L-R: Dermot Kelleher, Dean of the Faculty of Medicine, and James Olson, Interim Dean of the Faculty of Applied Science.
Dermot Kelleher, the Dean of the Faculty of Medicine, and James Olson, the Acting Dean of the Faculty of Applied Science, co-authored an editorial about the new UBC School of Biomedical Engineering that was published in the Vancouver Sun Aug. 19.
The piece explains the reasons for the creation of the school, which was officially established July 1 as a joint entity of both faculties.

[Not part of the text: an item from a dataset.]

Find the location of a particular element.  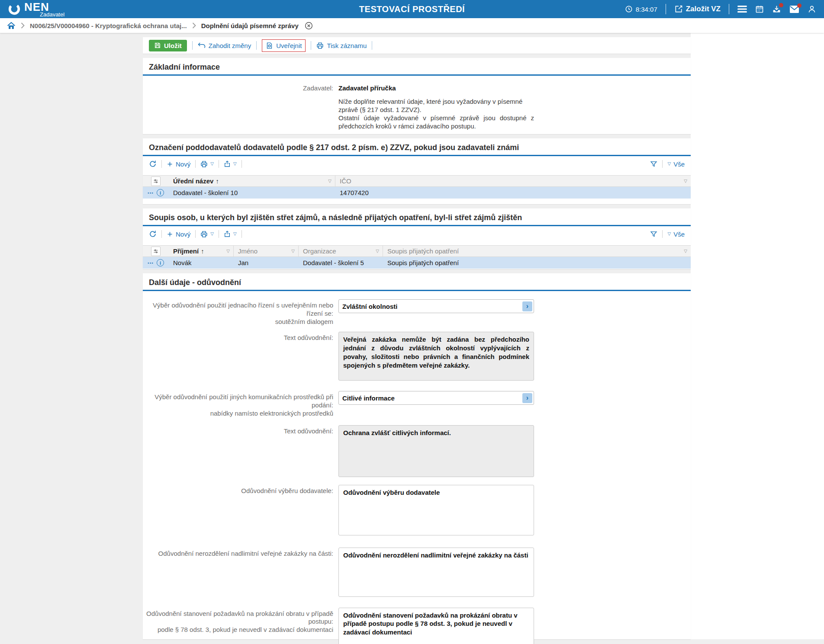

The school will be the new home of UBC’s current graduate biomedical engineering programs, which will welcome its seventh cohort this fall. An initial complement of faculty members and staff will support the school, which will also house the Biomedical Research Centre. Its founding director is Peter Zandstra, who is joining UBC from the University of Toronto.
Describing the collaboration between researchers from both faculties that led to the invention of the Phone Oximeter, the deans go on to describe how the school will “break down antiquated academic boundaries… applying an engineering mindset to disease prevention, diagnosis and treatment… extending engineering into realms that most people have a hard time grasping: the splicing of genes, the rearrangement of proteins, and the cultivation of stem cells, which can be coaxed into repairing or even replacing damaged tissues or organs.”
“This is a squishier world than many engineers are used to,” Dr. Kelleher and Dr. Olson write. “But it’s governed by the same physical principles that all engineering students must master. And it’s just as yielding to their quantitative approach and creative design skills, which offer new solutions to society’s major health challenges, including cancer, neurological disease, cardiovascular disease and diabetes.”
They go on to say that “UBC is the first university in Western Canada to recognize the importance of this burgeoning field with a school of its own. And we are doing it at a propitious time, as British Columbia diversifies its resource-based economy by cultivating a vibrant tech sector, and as the province joins the University of Washington in creating the Cascadia Urban Analytics Cooperative, emulating the success of such regional tech hubs as Silicon Valley, North Carolina’s Research Triangle, and Boston’s Route 128 Corridor.”